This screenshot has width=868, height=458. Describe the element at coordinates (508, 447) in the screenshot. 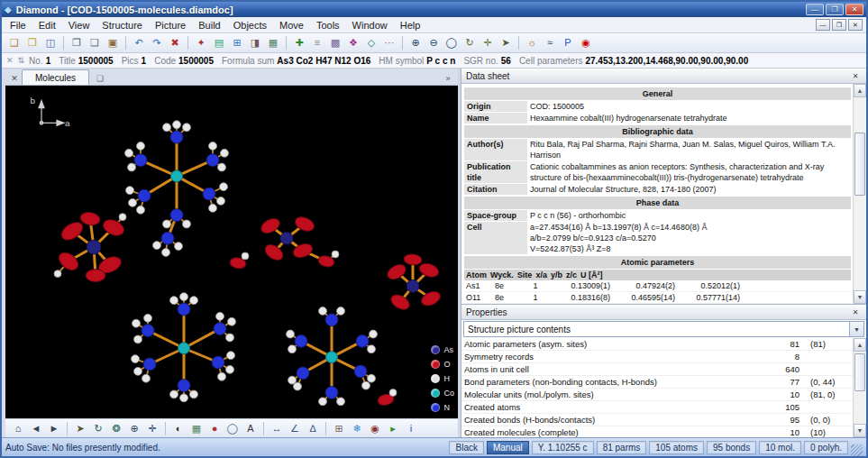

I see `update-mode-indicator: Manual` at that location.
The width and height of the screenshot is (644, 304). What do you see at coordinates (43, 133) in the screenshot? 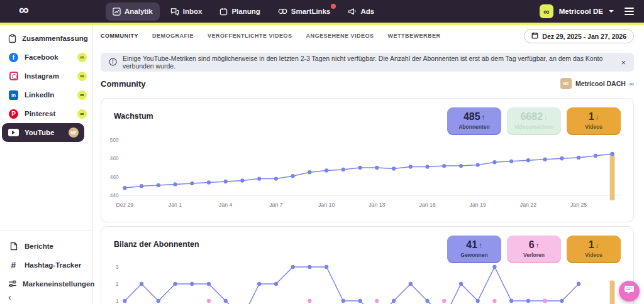
I see `sidebar-item-youtube: YouTube ME` at bounding box center [43, 133].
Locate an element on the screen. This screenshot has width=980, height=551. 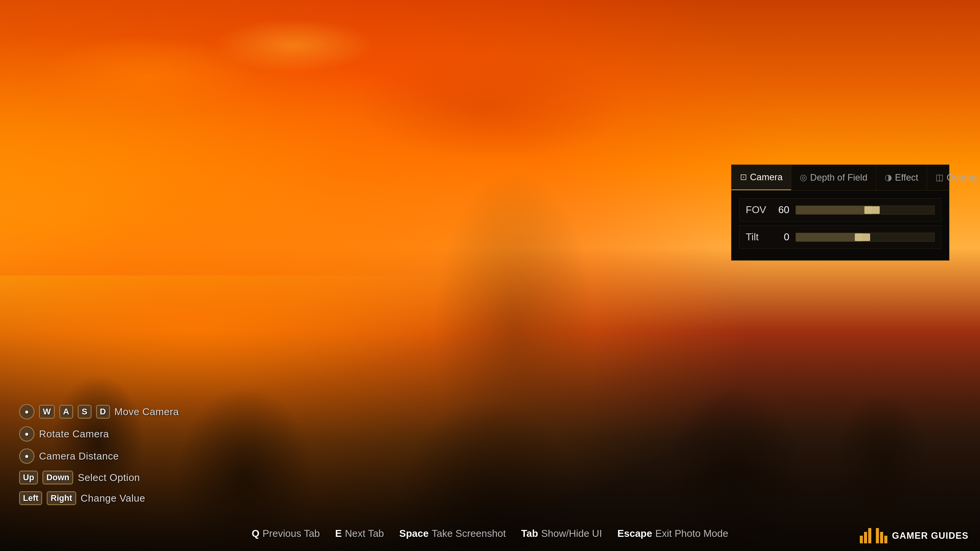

⁂

ASSIGNMENT
Please retype the whole listing above word for word and drop the pictures.

WRITTEN ANSWER
This screenshot has width=868, height=458. Describe the element at coordinates (508, 447) in the screenshot. 

I see `update-mode-indicator: Manual` at that location.
The width and height of the screenshot is (644, 304). What do you see at coordinates (43, 133) in the screenshot? 
I see `sidebar-item-youtube: YouTube ME` at bounding box center [43, 133].
Locate an element on the screen. This screenshot has width=980, height=551. 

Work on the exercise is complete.